Legislative Updates

NEI Director Dr. Sieving Updates the Audacious Goals Initiative (AGI)

Legislative Update
June 12, 2014


Paul Sieving, M.D., Ph.D.
On June 12 at the National Advisory Eye Council (NAEC) meeting and on May 7 at the ARVO Annual meeting in Orlando, Florida, National Eye Institute (NEI) Director Paul Sieving, M.D., Ph.D. updated a capacity crowd on the NEI Challenge to Identify Audacious Goals in Vision Research and Blindness Rehabilitation. In 2013, the NEI announced the primary AG of Regenerating Neurons and Neural Connections in the Eye and Visual System and identified two high-priority research areas Molecular Therapy for Eye Disease and Intersection of Aging and Biological Mechanisms of Eye Disease.

Highlights of Dr. Sieving’s presentation include:

  • NEI is creating a new AGI Office, which will take its direction from the NAEC and the vision community, specifically though a new AGI Steering Committee composed of five individuals who will rotate over time. Dr. Sieving announced NAEVR/AEVR Board member John Dowling, Ph.D. (Harvard University) as the Chair, with two other members announced to-date: Pamela Raymond, Ph.D. (University of Michigan) and Mark Blumenkranz, M.D. (Stanford University School of Medicine).
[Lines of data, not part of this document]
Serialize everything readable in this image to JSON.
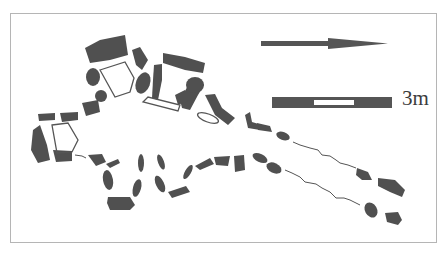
{
  "figure": {
    "type": "archaeological site plan",
    "north_arrow": {
      "direction": "east-pointing arrow",
      "color": "#555555"
    },
    "scale_bar": {
      "label": "3m",
      "segments": [
        "filled",
        "open",
        "filled"
      ]
    },
    "colors": {
      "stone": "#505050",
      "outline": "#555555",
      "frame": "#b5b5b5",
      "background": "#ffffff"
    }
  }
}
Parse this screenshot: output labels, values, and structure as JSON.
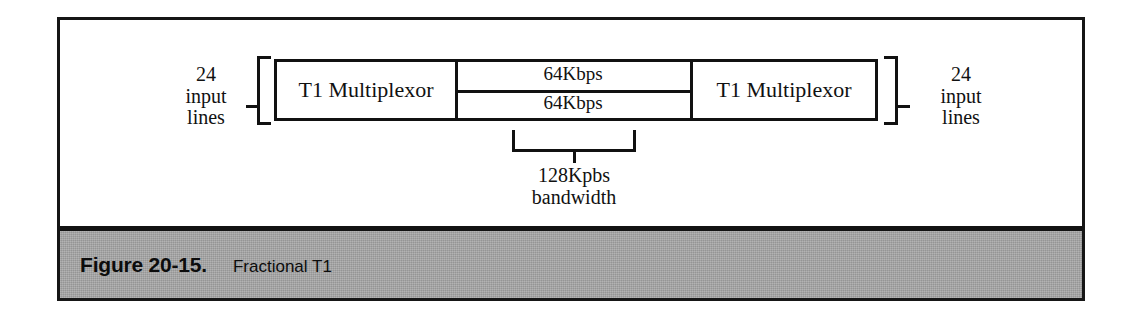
{
  "figure": {
    "caption_label": "Figure 20-15.",
    "caption_title": "Fractional T1",
    "frame_color": "#161616",
    "caption_bar_color": "#a3a3a3",
    "ink_color": "#111111",
    "paper_color": "#ffffff"
  },
  "diagram": {
    "type": "block-diagram",
    "left_endpoint": {
      "bracket": "[",
      "lines": [
        "24",
        "input",
        "lines"
      ],
      "count": 24
    },
    "right_endpoint": {
      "bracket": "]",
      "lines": [
        "24",
        "input",
        "lines"
      ],
      "count": 24
    },
    "nodes": [
      {
        "id": "mux-left",
        "label": "T1 Multiplexor"
      },
      {
        "id": "mux-right",
        "label": "T1 Multiplexor"
      }
    ],
    "links": [
      {
        "id": "channel-1",
        "label": "64Kbps",
        "rate_kbps": 64
      },
      {
        "id": "channel-2",
        "label": "64Kbps",
        "rate_kbps": 64
      }
    ],
    "bandwidth_bracket": {
      "lines": [
        "128Kpbs",
        "bandwidth"
      ],
      "value": "128Kpbs",
      "caption": "bandwidth",
      "total_kbps": 128
    }
  }
}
The Steering Committee’s responsibilities will be to:
    • Advise on scientific trajectory
    • Evaluate progress
    • Make course adjustments, as needed
    • Remain flexible as science changes
    • Use transparent processes
    • Ensure collaborative, integrative, and cross-disciplinary science

  • On April 23, NEI released a request for applications (RFA) associated with the primary AG entitled Addressing Technical Needs and Opportunities for Imaging the Visual System, which it discussed in a June 5 Webcast. Letters of intent are due July 14, applications are due August 14, and NAEC review will be held in 2015. NEI intends to fund 4-6 awards of up to $1 million each, for a total of $5-$6 million of FY2015 funding. In 2103, NEI also issued program announcements for R01s addressing the two high-priority areas of research.

  • Dr. Sieving addressed the nature of these grants as compared to the traditional investigator-initiated research through the R01 process. “These are not your grandfather’s RO1s in the sense that you give money for five years and see results at the end. This will be a very collaborative, dynamic process that will likely use new mechanisms (for example, the NIH ‘U’ mechanism), but nothing has been ruled out or in.”

  • Depending on the mechanism used, review will be either by NIH’s Center for Scientific Review (CSR) or NEI programmatic staff. Irrespective of the review process, these grants will likely be considered differently than R01s, due to a unique risk/reward paradigm.

  • Dr. Sieving emphasized that “there is no flight from R01s at NEI since they also remain key to the AGI, parallel to this concerted effort.” He stated that in the future, the AGI may account for upwards of 10 percent of the NEI’s extramural research budget, although he did not specify a timeframe.

In its written testimony to Congress regarding Fiscal Year (FY) 2015 NEI funding, NAEVR has cited Dr. Sieving’s comments about the AGI, made at AEVR’s February 25 20th Anniversary Congressional Reception. Dr. Sieving spoke about the promise of the primary AG of Regenerating Neurons and Neural Connections in the Eye and Visual System:

“The goals are bold but achievable. They are beyond what medicine currently can do. We are planning for a 10-12-15 year effort to reach these endpoints. Success would transform life for millions of people with eye and vision diseases. It would have major implications for medicine of the future, for vision diseases, and even beyond this, for neurological diseases.”